Despite initial claims to the contrary, Albanian migrants who illegally enter Britain on small boats will not be sent home if they claim asylum, the UK Home Office has now admitted.
Illegal migrants from Albania who cross into Britain on small boats will not be sent back home if they decide to claim asylum, the UK Home Office has now admitted.
With the number of illegal arrivals from the country spiking in recent months, the British government had previously planned to put illegal Albanians on the fast track to deportation, having made an agreement with the European Muslim majority state to streamline the process for removing the migrants.
However, in what appears to be the latest example of the so-called “Conservative Party” failing to secure the UK’s borders, the Home Office has now admitted such a plan is not legally possible.
According to a report by The Guardian, a letter from the ministry’s legal department has confirmed that the plan is not actionable in the case of any Albanian who claims asylum in the UK.
The Telegraph reports that as many as nine in ten Albanian migrants who arrive in Britain via small boats go on to claim asylum, meaning that the UK’s harebrained scheme dreamt up by former Home Office Secretary Priti Patel to quickly remove them will not work in around 90 per cent of cases.
To make matter worse, Care4Calais, the pro-migrant NGO that received the legal letter, has claimed that it also admits that migrants who are either rescued at sea or directed to land by UK authorities cannot be treated as illegal migrants, but as legal entrants into Britain.
As such, for the vast majority of boat migrants who attempt to cross the channel and are rescued by UK authorities, new measures targeting illegal migrants cannot be applied to them.
This latest example of the Conservative Party failing on the issue of border control further serves to cement former Home Office tsar Priti Patel’s legacy of failure, with the former tough-talking Brexiteer failing to ever get a handle on the crisis despite formulating numerous hare-brained schemes to do so.
Much more successful were Patel’s efforts to stifle free speech in Britain, with the senior politician being only months away from implementing a further crackdown on even legal speech online before she was unceremoniously forced out of office by the newly minted Truss government.
However, news that the vast majority of boat migrants will be rendered immune to British efforts to dissuade them from entering the country illegally nevertheless does not bode well for future border control efforts under Liz Truss.
The Home Office’s new head, Suella Braverman, has already promised to expand the so-far ineffective restrictions on illegal arrivals implemented by Patel, though it now appears unclear how she expects to repel the tens of thousands of arrivals under the current legal circumstances.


→ **WHAT IS NEEDED**
Copy every line of the records exactly, without including the images.

┄┄┄┄┄┄┄┄┄┄┄┄┄┄┄┄┄┄┄┄

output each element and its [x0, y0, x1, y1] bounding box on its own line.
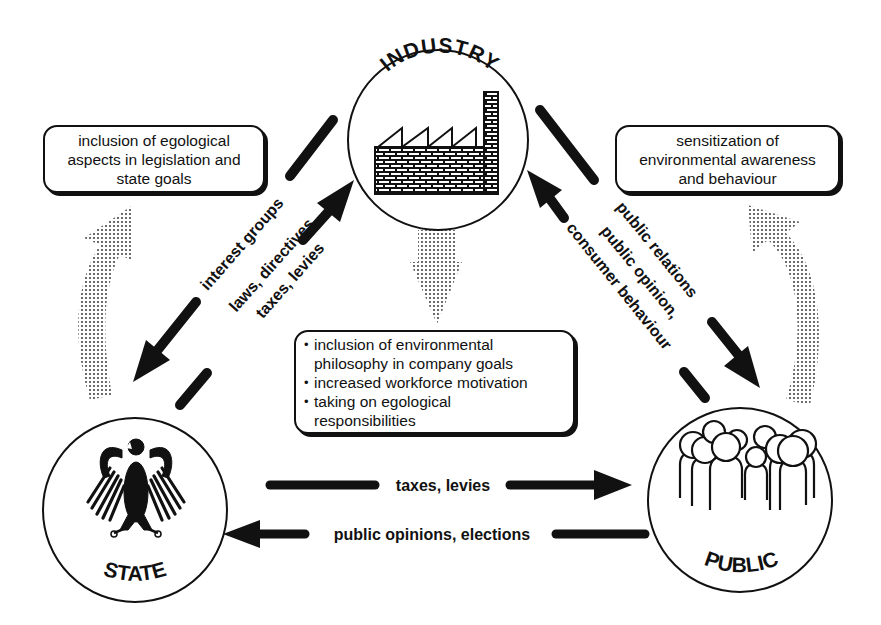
box-line: sensitization of: [617, 131, 838, 150]
list-item-line: inclusion of environmental: [314, 335, 567, 354]
list-item-line: taking on egological: [314, 392, 567, 411]
box-line: inclusion of egological: [45, 131, 263, 150]
industry-effect-arrow: [410, 230, 462, 324]
label-public-opinions-elections: public opinions, elections: [334, 526, 531, 543]
label-taxes-levies: taxes, levies: [396, 477, 490, 494]
box-line: state goals: [45, 169, 263, 188]
list-item-line: increased workforce motivation: [314, 373, 567, 392]
list-item: taking on egological responsibilities: [304, 392, 567, 430]
list-item: increased workforce motivation: [304, 373, 567, 392]
box-industry-effects: inclusion of environmental philosophy in…: [294, 330, 575, 434]
list-item-line: responsibilities: [314, 411, 567, 430]
list-item-line: philosophy in company goals: [314, 354, 567, 373]
industry-effects-list: inclusion of environmental philosophy in…: [304, 335, 567, 430]
box-state-goals: inclusion of egological aspects in legis…: [43, 125, 265, 193]
box-line: aspects in legislation and: [45, 150, 263, 169]
state-node: STATE: [43, 418, 227, 602]
feedback-arrow-state-goals: [78, 205, 133, 400]
industry-node: INDUSTRY: [348, 33, 528, 230]
public-node: PUBLIC: [648, 408, 832, 592]
diagram-canvas: INDUSTRY STATE: [0, 0, 881, 625]
label-interest-groups: interest groups: [197, 194, 287, 293]
box-line: and behaviour: [617, 169, 838, 188]
box-public-awareness: sensitization of environmental awareness…: [615, 125, 840, 193]
box-line: environmental awareness: [617, 150, 838, 169]
list-item: inclusion of environmental philosophy in…: [304, 335, 567, 373]
diagram-graphics: INDUSTRY STATE: [0, 0, 881, 625]
feedback-arrow-public-awareness: [748, 205, 819, 405]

┄┄┄┄┄┄┄┄┄┄┄┄┄┄┄┄┄┄┄┄

→ **EXERCISE SOLUTION**
output each element and its [x0, y0, x1, y1] bounding box on its own line.
box-line: sensitization of: [617, 131, 838, 150]
list-item-line: inclusion of environmental: [314, 335, 567, 354]
list-item-line: taking on egological: [314, 392, 567, 411]
box-line: inclusion of egological: [45, 131, 263, 150]
industry-effect-arrow: [410, 230, 462, 324]
label-public-opinions-elections: public opinions, elections: [334, 526, 531, 543]
label-taxes-levies: taxes, levies: [396, 477, 490, 494]
box-line: state goals: [45, 169, 263, 188]
list-item-line: increased workforce motivation: [314, 373, 567, 392]
list-item: taking on egological responsibilities: [304, 392, 567, 430]
list-item: increased workforce motivation: [304, 373, 567, 392]
box-industry-effects: inclusion of environmental philosophy in…: [294, 330, 575, 434]
list-item-line: responsibilities: [314, 411, 567, 430]
list-item-line: philosophy in company goals: [314, 354, 567, 373]
industry-effects-list: inclusion of environmental philosophy in…: [304, 335, 567, 430]
box-state-goals: inclusion of egological aspects in legis…: [43, 125, 265, 193]
box-line: aspects in legislation and: [45, 150, 263, 169]
state-node: STATE: [43, 418, 227, 602]
feedback-arrow-state-goals: [78, 205, 133, 400]
industry-node: INDUSTRY: [348, 33, 528, 230]
public-node: PUBLIC: [648, 408, 832, 592]
diagram-canvas: INDUSTRY STATE: [0, 0, 881, 625]
label-interest-groups: interest groups: [197, 194, 287, 293]
box-line: and behaviour: [617, 169, 838, 188]
box-public-awareness: sensitization of environmental awareness…: [615, 125, 840, 193]
box-line: environmental awareness: [617, 150, 838, 169]
list-item: inclusion of environmental philosophy in…: [304, 335, 567, 373]
diagram-graphics: INDUSTRY STATE: [0, 0, 881, 625]
feedback-arrow-public-awareness: [748, 205, 819, 405]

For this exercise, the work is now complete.